● EXERCISE INSTRUCTIONS:
Write out every line below again exactly as it stands, skipping each image.

● Entries taken from a collection:
__________________________________________________
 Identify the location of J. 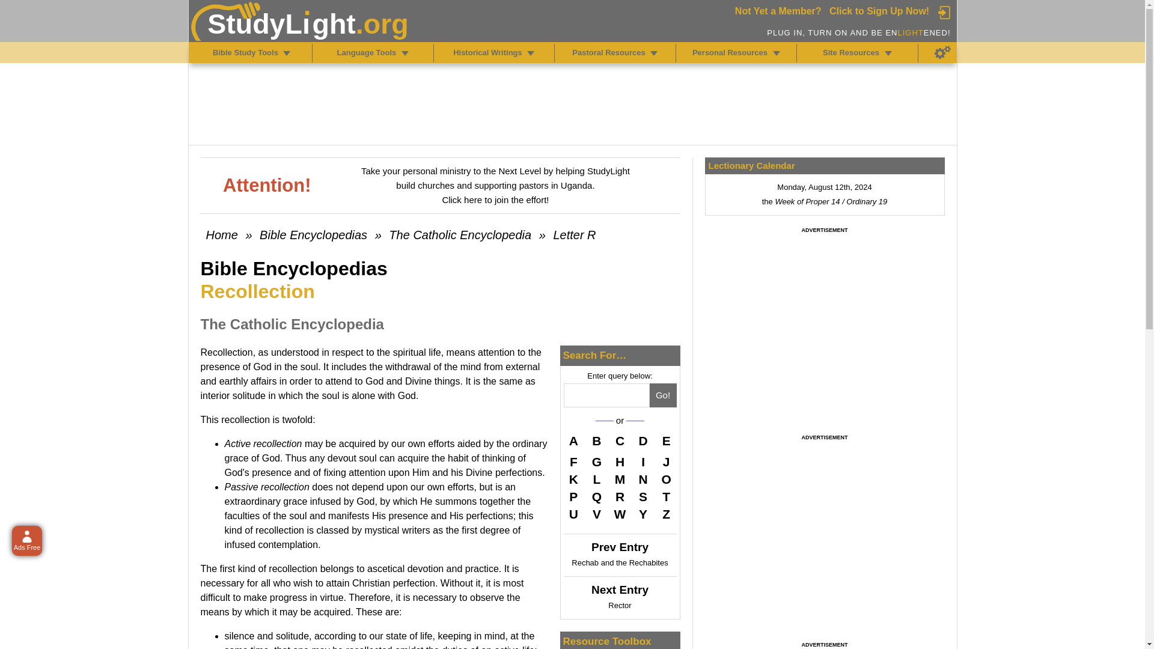
(666, 462).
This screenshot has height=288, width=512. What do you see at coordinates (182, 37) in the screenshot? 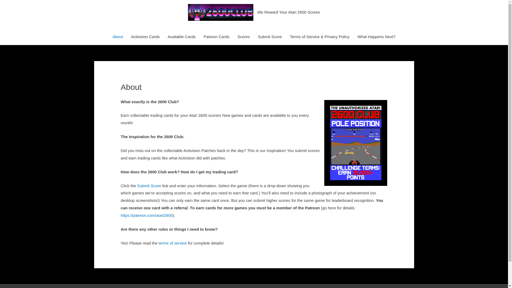
I see `Available Cards` at bounding box center [182, 37].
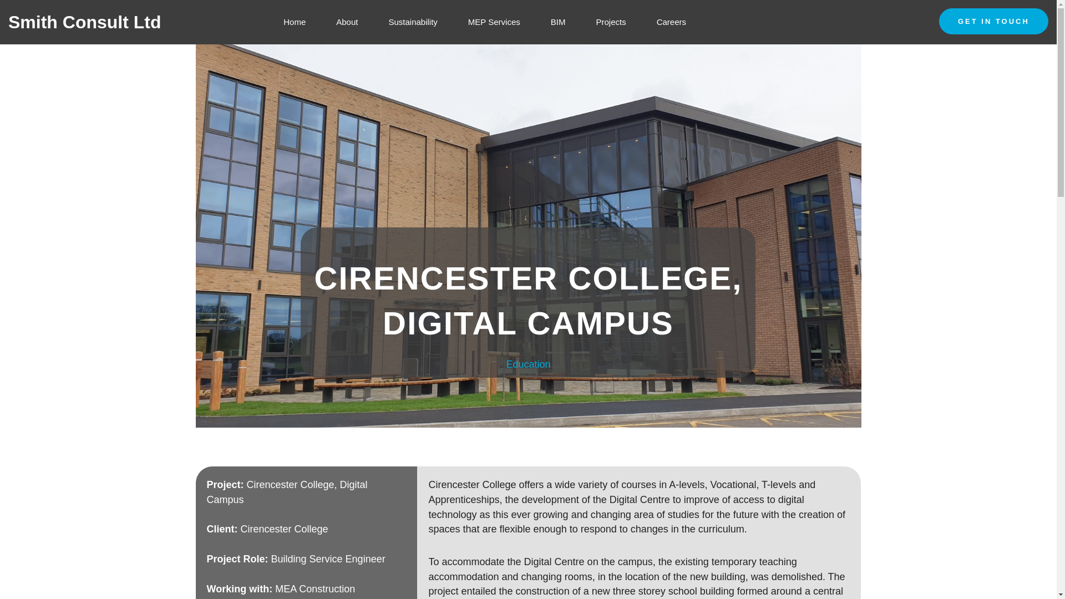  What do you see at coordinates (994, 21) in the screenshot?
I see `GET IN TOUCH` at bounding box center [994, 21].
__________________________________________________
● SOLUTION BELOW:
 Identify the location of J. 
(666, 462).
This screenshot has height=288, width=512. What do you see at coordinates (182, 37) in the screenshot? 
I see `Available Cards` at bounding box center [182, 37].
  What do you see at coordinates (994, 21) in the screenshot?
I see `GET IN TOUCH` at bounding box center [994, 21].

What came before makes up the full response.